On Friday night I had the good fortune to witness a nice win by the Orlando Magic. The question quickly turned to one that has been asked of me a number of times in the last few months — what does Orlando City SC’s arrival in the market as a top tier sports franchise mean?

Orlando City is not new to the city's sports landscape. The club's previous four seasons of success in the USL and the ability to draw a devoted and passionate crowd are two crucial reasons why the Lions are looking toward a season in Major League Soccer in 2015.

On the surface, Orlando’s sports scene does not seem that complicated. The Magic and Lions are the two main draws, with college football’s UCF Knights a distant, but slowly gaining third. The Orlando Solar Bears, a minor league hockey club in the East Coast Hockey League, also brings in a nice crowd.

The picture becomes slightly more knotty when you factor in NFL teams like the Tampa Bay Buccaneers and Jacksonville Jaguars, professional baseball and hockey with the Tampa Bay Devil Rays and Tampa Bay Lightning on the west coast, as well. Continue to factor in the college football alliances and out of region sports attachments and the local sports landscape becomes extremely complex.

This is the part where a recent graduate in sports management or business would tell you there is a contest for sports entertainment dollars. As a sports fan, however, I'm not really sure there is in Orlando or for the city's newest soccer franchise. Of course, we all have to make decisions on where and how to buy season tickets and individual game tickets, along with merchandise. In the grand economic landscape, these decisions aren't as cut and dry as they might come across in a textbook.
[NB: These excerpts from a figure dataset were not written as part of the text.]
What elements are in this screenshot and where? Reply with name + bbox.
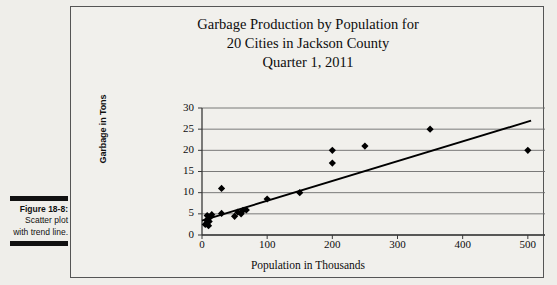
data-point-18 <box>361 143 368 150</box>
data-point-17 <box>329 159 336 166</box>
y-axis-tick-25: 25 <box>168 122 194 134</box>
data-point-16 <box>329 147 336 154</box>
x-axis-tick-200: 200 <box>312 238 352 250</box>
figure-caption-text: Figure 18-8: Scatter plot with trend lin… <box>10 201 68 241</box>
y-axis-tick-20: 20 <box>168 143 194 155</box>
data-point-20 <box>524 147 531 154</box>
caption-rule-bottom <box>10 241 68 246</box>
y-axis-tick-10: 10 <box>168 185 194 197</box>
y-axis-tick-30: 30 <box>168 101 194 113</box>
x-axis-tick-0: 0 <box>182 238 222 250</box>
data-point-8 <box>218 185 225 192</box>
data-point-19 <box>426 126 433 133</box>
plot-area: Garbage in Tons Population in Thousands … <box>71 7 545 279</box>
x-axis-tick-400: 400 <box>443 238 483 250</box>
x-axis-tick-300: 300 <box>378 238 418 250</box>
x-axis-tick-100: 100 <box>247 238 287 250</box>
trend-line <box>202 121 531 221</box>
y-axis-tick-15: 15 <box>168 164 194 176</box>
x-axis-tick-500: 500 <box>508 238 548 250</box>
chart-container: Garbage Production by Population for 20 … <box>70 6 544 278</box>
y-axis-tick-5: 5 <box>168 206 194 218</box>
figure-caption-body: Scatter plot with trend line. <box>10 215 68 238</box>
figure-caption-label: Figure 18-8: <box>10 204 68 215</box>
figure-caption-block: Figure 18-8: Scatter plot with trend lin… <box>10 196 68 246</box>
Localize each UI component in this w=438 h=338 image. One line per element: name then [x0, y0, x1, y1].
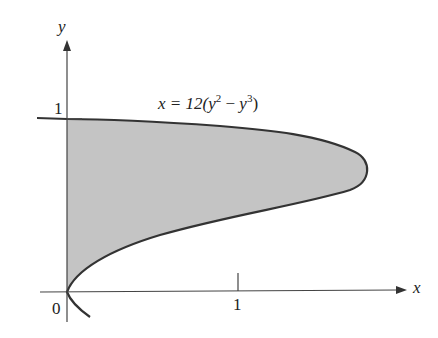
region-diagram [0, 0, 438, 338]
eq-suffix: ) [252, 94, 258, 113]
y-axis-label: y [58, 18, 66, 35]
eq-y2: y [239, 94, 247, 113]
x-axis-arrow-icon [396, 286, 407, 294]
y-tick-1-label: 1 [54, 100, 63, 117]
x-axis [40, 290, 398, 292]
eq-prefix: x = 12( [158, 94, 208, 113]
origin-label: 0 [52, 300, 61, 317]
shaded-region [67, 119, 367, 292]
eq-minus: − [221, 94, 239, 113]
x-axis-label: x [413, 279, 421, 296]
y-axis-arrow-icon [63, 40, 71, 51]
curve-equation: x = 12(y2 − y3) [158, 92, 258, 114]
eq-y1: y [208, 94, 216, 113]
x-tick-1-label: 1 [233, 296, 242, 313]
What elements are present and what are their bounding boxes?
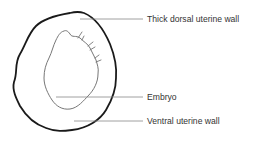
label-embryo: Embryo bbox=[147, 92, 177, 102]
label-thick-dorsal-uterine-wall: Thick dorsal uterine wall bbox=[147, 14, 239, 24]
label-ventral-uterine-wall: Ventral uterine wall bbox=[147, 116, 220, 126]
outer-uterine-wall bbox=[13, 12, 116, 131]
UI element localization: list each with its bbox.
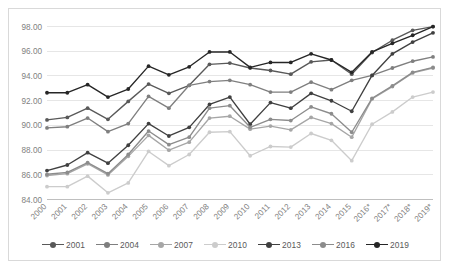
series-point (126, 153, 130, 157)
legend-item-2007[interactable]: 2007 (150, 240, 193, 250)
legend-marker-icon (258, 241, 280, 250)
series-point (330, 58, 334, 62)
series-point (208, 106, 212, 110)
x-tick-label: 2004 (110, 202, 130, 222)
series-point (65, 125, 69, 129)
series-point (289, 72, 293, 76)
series-point (228, 95, 232, 99)
legend-item-2016[interactable]: 2016 (312, 240, 355, 250)
series-point (208, 116, 212, 120)
legend-marker-icon (150, 241, 172, 250)
series-point (431, 31, 435, 35)
series-point (309, 116, 313, 120)
series-point (269, 90, 273, 94)
series-point (147, 129, 151, 133)
series-point (228, 50, 232, 54)
series-point (390, 41, 394, 45)
series-point (126, 122, 130, 126)
legend-label: 2013 (282, 240, 301, 250)
series-point (167, 164, 171, 168)
series-line (47, 92, 433, 193)
series-point (106, 172, 110, 176)
series-point (431, 25, 435, 29)
series-point (289, 106, 293, 110)
series-point (45, 91, 49, 95)
y-tick-label: 96.00 (22, 47, 43, 56)
series-point (309, 91, 313, 95)
series-point (126, 181, 130, 185)
series-point (228, 130, 232, 134)
legend-label: 2001 (66, 240, 85, 250)
series-point (106, 95, 110, 99)
legend-label: 2007 (174, 240, 193, 250)
legend-marker-icon (42, 241, 64, 250)
legend-item-2013[interactable]: 2013 (258, 240, 301, 250)
x-tick-label: 2010 (232, 202, 252, 222)
series-point (45, 185, 49, 189)
series-point (370, 122, 374, 126)
series-point (269, 117, 273, 121)
x-tick-label: 2014 (314, 202, 334, 222)
series-point (370, 74, 374, 78)
series-point (350, 159, 354, 163)
y-axis-tick-labels: 84.0086.0088.0090.0092.0094.0096.0098.00 (22, 23, 43, 205)
series-point (208, 130, 212, 134)
series-point (106, 117, 110, 121)
series-point (167, 91, 171, 95)
x-tick-label: 2016* (352, 201, 374, 223)
y-tick-label: 92.00 (22, 97, 43, 106)
series-point (86, 174, 90, 178)
series-point (411, 95, 415, 99)
series-point (330, 88, 334, 92)
legend-item-2004[interactable]: 2004 (96, 240, 139, 250)
series-point (309, 52, 313, 56)
x-tick-label: 2018* (393, 201, 415, 223)
plot-area: 84.0086.0088.0090.0092.0094.0096.0098.00… (9, 9, 442, 262)
legend-item-2001[interactable]: 2001 (42, 240, 85, 250)
series-point (208, 50, 212, 54)
series-point (45, 169, 49, 173)
series-point (431, 55, 435, 59)
series-point (65, 91, 69, 95)
series-point (350, 109, 354, 113)
series-point (147, 150, 151, 154)
series-point (350, 78, 354, 82)
series-point (269, 61, 273, 65)
series-point (309, 105, 313, 109)
series-point (289, 61, 293, 65)
series-point (248, 83, 252, 87)
series-point (330, 138, 334, 142)
series-point (330, 112, 334, 116)
x-axis-tick-labels: 2000200120022003200420052006200720082009… (29, 201, 435, 223)
series-point (411, 70, 415, 74)
series-point (167, 73, 171, 77)
series-point (45, 126, 49, 130)
y-tick-label: 90.00 (22, 121, 43, 130)
x-tick-label: 2001 (49, 202, 69, 222)
x-tick-label: 2017* (372, 201, 394, 223)
series-line (47, 67, 433, 174)
series-point (370, 96, 374, 100)
legend-item-2019[interactable]: 2019 (366, 240, 409, 250)
series-point (187, 140, 191, 144)
legend-item-2010[interactable]: 2010 (204, 240, 247, 250)
x-tick-label: 2008 (192, 202, 212, 222)
series-point (167, 106, 171, 110)
series-point (390, 110, 394, 114)
series-point (431, 90, 435, 94)
series-point (147, 95, 151, 99)
series-point (350, 135, 354, 139)
series-point (289, 145, 293, 149)
series-point (147, 64, 151, 68)
series-point (431, 66, 435, 70)
chart-container: 84.0086.0088.0090.0092.0094.0096.0098.00… (8, 8, 441, 261)
series-point (126, 87, 130, 91)
series-point (390, 84, 394, 88)
legend-marker-icon (96, 241, 118, 250)
series-point (411, 40, 415, 44)
legend-marker-icon (366, 241, 388, 250)
series-point (390, 66, 394, 70)
line-chart-svg: 84.0086.0088.0090.0092.0094.0096.0098.00… (9, 9, 442, 262)
series-point (248, 125, 252, 129)
series-point (106, 130, 110, 134)
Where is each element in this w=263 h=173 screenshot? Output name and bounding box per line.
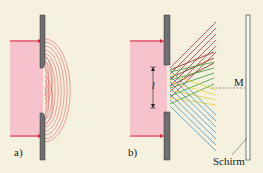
diffraction-figure: a) b) l M Schirm	[0, 0, 263, 173]
panel-a	[10, 15, 70, 160]
barrier-top-a	[40, 15, 45, 68]
slit-width-label: l	[152, 80, 155, 91]
panel-b-label: b)	[128, 146, 137, 158]
incident-beam-a	[10, 40, 43, 137]
incident-beam-b	[130, 40, 167, 137]
wavefronts	[45, 39, 70, 142]
panel-b	[130, 15, 250, 160]
barrier-bottom-a	[40, 113, 45, 160]
barrier-top-b	[164, 15, 170, 65]
barrier-bottom-b	[164, 112, 170, 160]
screen-label: Schirm	[213, 155, 245, 167]
panel-a-label: a)	[14, 146, 23, 158]
diffracted-rays	[170, 22, 216, 151]
center-marker-label: M	[234, 76, 244, 88]
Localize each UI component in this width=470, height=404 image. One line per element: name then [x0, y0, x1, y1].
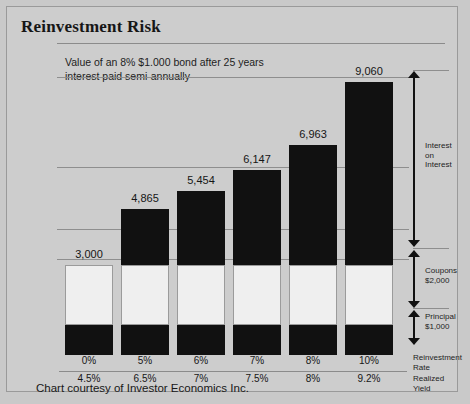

First, with different seasons the major competition for fan dollars will continue to come in the fall/ winter season sports. The Magic, Solar Bears, and Knights have long shared a season, along with high school football. The MLS's spring/ summer season (while annoying to die hard soccer fans) only puts the Lions in direct completion in the overlapping months.

Second, each fan base has a core that will only overlap casually. Put plainly, Orlando City needs to market to existing soccer fans in Central Florida, just as the Magic market to basketball fans. Much like a political campaign, there are base elements to each party that would never consider a candidate from an opposing party.

This means the competition for sports entertainment dollars only exists among the casual sports fan. Personally, these people are my favorites. They are open minded, interested in supporting local teams, and can eventually shift into the devoted hardcore base with a few emotional experiences that create attachments — memorable wins, good seasons, championships, and players with dynamic personalities encourage the casual observers to form a deeper relationship with the club.

The most crucial clue to how Orlando's teams feel about the increased competition could probably best be understood through the photo op exchange of jerseys seen recently with Kaká and the Magic's Victor Oladipo and the Orlando Solar Bears' Scott Tanski. This traditional post-game soccer ritual is usually meant to be a way of leaving a heated battle on the field and showing there is no bad blood once the game is over.

In this case its more a pre-game peace offering from a collection of local clubs who know that as Orlando grows there is room for all of them — that they collectively are creating Orlando into a sports town. At the end of the day, Orlando sports fans have proven to like winners (no surprise there), hard working teams, and are relatively patient.

Watching the Magic last night, with a quiet but very decent crowd, considering the team's present lack of success, I thought about how the two teams will relate to one another. The scene at the Amway Center is so different from anything you will find at the Orlando Citrus Bowl.

The NBA product focuses on a multimedia evening, in which every moment is scripted in an indoor environment. Orlando City games feature the organic experience from the open stadium to the supporters groups chants. MLS has focused on a grassroots supporter movement to provide the atmosphere.

Much like watching live music at an indoor concert venue and an open field festival. They are both extremely different experiences, but in the end they are both about music. They both provide a unique and memorable experience, much as I suspect the Orlando Magic and Orlando City will do for years to come.